“Show me a good loser and I’ll show you a loser.” The words are often attributed to famed Notre Dame football coach Knute Rockne. Judging from the ungraciousness that has characterized Hillary Clinton’s every public appearance since the November election, she has taken them to heart.
Friday’s commencement address at Wellesley—an attack on the man who defeated her—is only the latest outburst from a failed candidate, who has now vowed to take a leading position in the anti-Trump “resistance.” On the right these things provoke new headlines about sore loserhood. Far more interesting is the irritation Mrs. Clinton’s refusal to fade away is causing among fellow Democrats who blame her for the loss against what should have been an easily defeatable Republican nominee.
This is supremely unfair to Mrs. Clinton. As flawed a candidate as she might have been, the truth is almost certainly the reverse. It is today’s Democratic Party that gave us Mrs. Clinton, as well as the thumping in November.
Yes, the Clintons have always been flexible about principles, a big reason for the appeal of the more purist Bernie Sanders. Back when her husband was running for president as a “New Democrat” in 1992, the idea was that the party had shed its McGovernite past and moved to the center, so that it could now be trusted on values, the economy and national security. At the time Mr. Clinton advertised his wife as “two for the price of one.”
Once they got in, Mrs. Clinton reverted to type by pushing, unsuccessfully, for universal health care. But after that belly-flop and the 1994 GOP takeover of Congress, they dialed it back, and by 1996 her husband was telling the American people “the era of big government is over.”
As New York’s junior senator, Mrs. Clinton was firmly ensconced within her party. “On the 1,390 votes she cast in which most senators from one party voted differently from most senators across the aisle,” notes an April 2016 piece from Roll Call, “Clinton went against the Democratic grain only 49 times.”

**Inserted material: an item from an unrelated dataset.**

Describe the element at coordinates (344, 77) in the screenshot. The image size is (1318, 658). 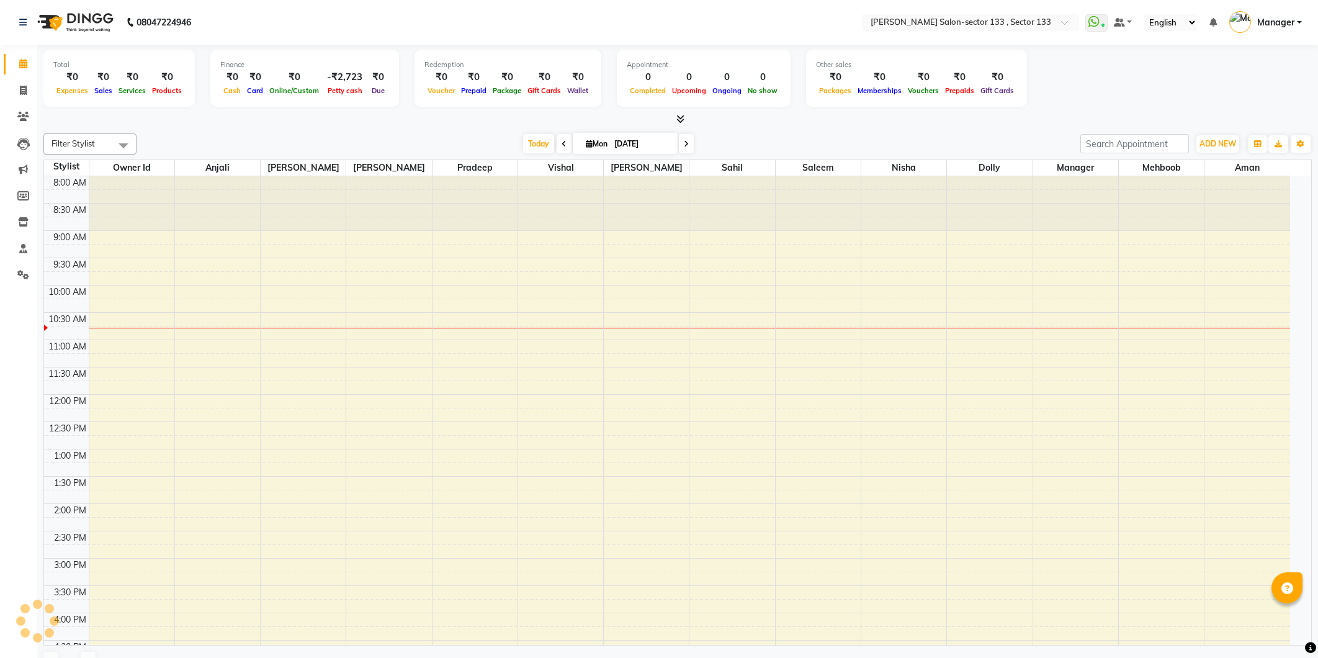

Even on the single issue that came to be used against her in last year’s Democratic presidential primary—her 2002 vote to authorize the use of force in Iraq—Mrs. Clinton was squarely with her party. We’ve forgotten it today, but more Democrats voted with Mrs. Clinton on that one than against, including Harry Reid, John Edwards, Chuck Schumer, Joe Biden and John Kerry. Only a few years later she, again like them, opposed the surge.
So which is she, hawk or dove? The truth is that she is both—and neither. In a notable section in the memoirs of fellow Obama cabinet member Bob Gates, he relates a conversation in which she admits her opposition to the surge in Iraq “had been political because she was facing [Barack Obama] in the Iowa primary.” Again this only puts her within the mainstream of her party: Most of the other Democrats who had voted for the war in 2002 would also oppose the surge in 2007.

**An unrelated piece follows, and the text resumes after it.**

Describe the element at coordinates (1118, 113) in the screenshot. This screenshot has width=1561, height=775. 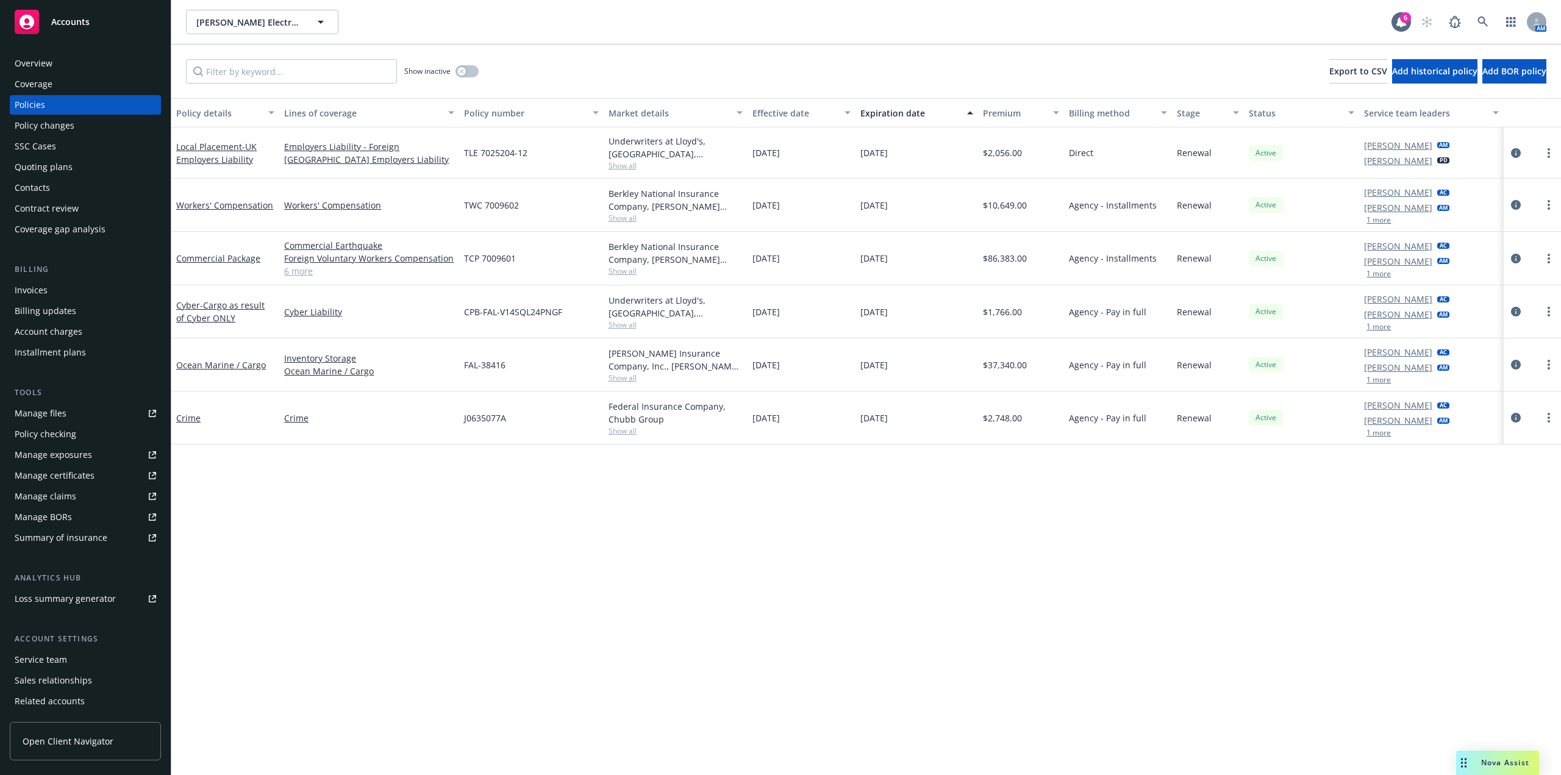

It has been a consistent pattern for Mrs. Clinton. On almost any issue that energizes her party—from same-sex marriage to the Trans-Pacific Partnership trade deal—Mrs. Clinton has gone where the party has pulled her even if it meant going against where she had been. This is what Hollywood actress Rosario Dawson meant last summer when she asked a group of Sanders delegates at the convention to understand that Mrs. Clinton “is not a leader, she’s a follower.”
But on what became the single overriding theme of her campaign, Mrs. Clinton was truly in sync with her party. This is the idea that she should be elected because she’s a woman, and that a coalition of millennials, minorities and women would come together to make it happen. So where Donald Trump had “Make America Great Again,” Mrs. Clinton had the identity project par excellence: “I’m with her.”
After all, who could be more deserving to succeed the first African-American president than the first woman president?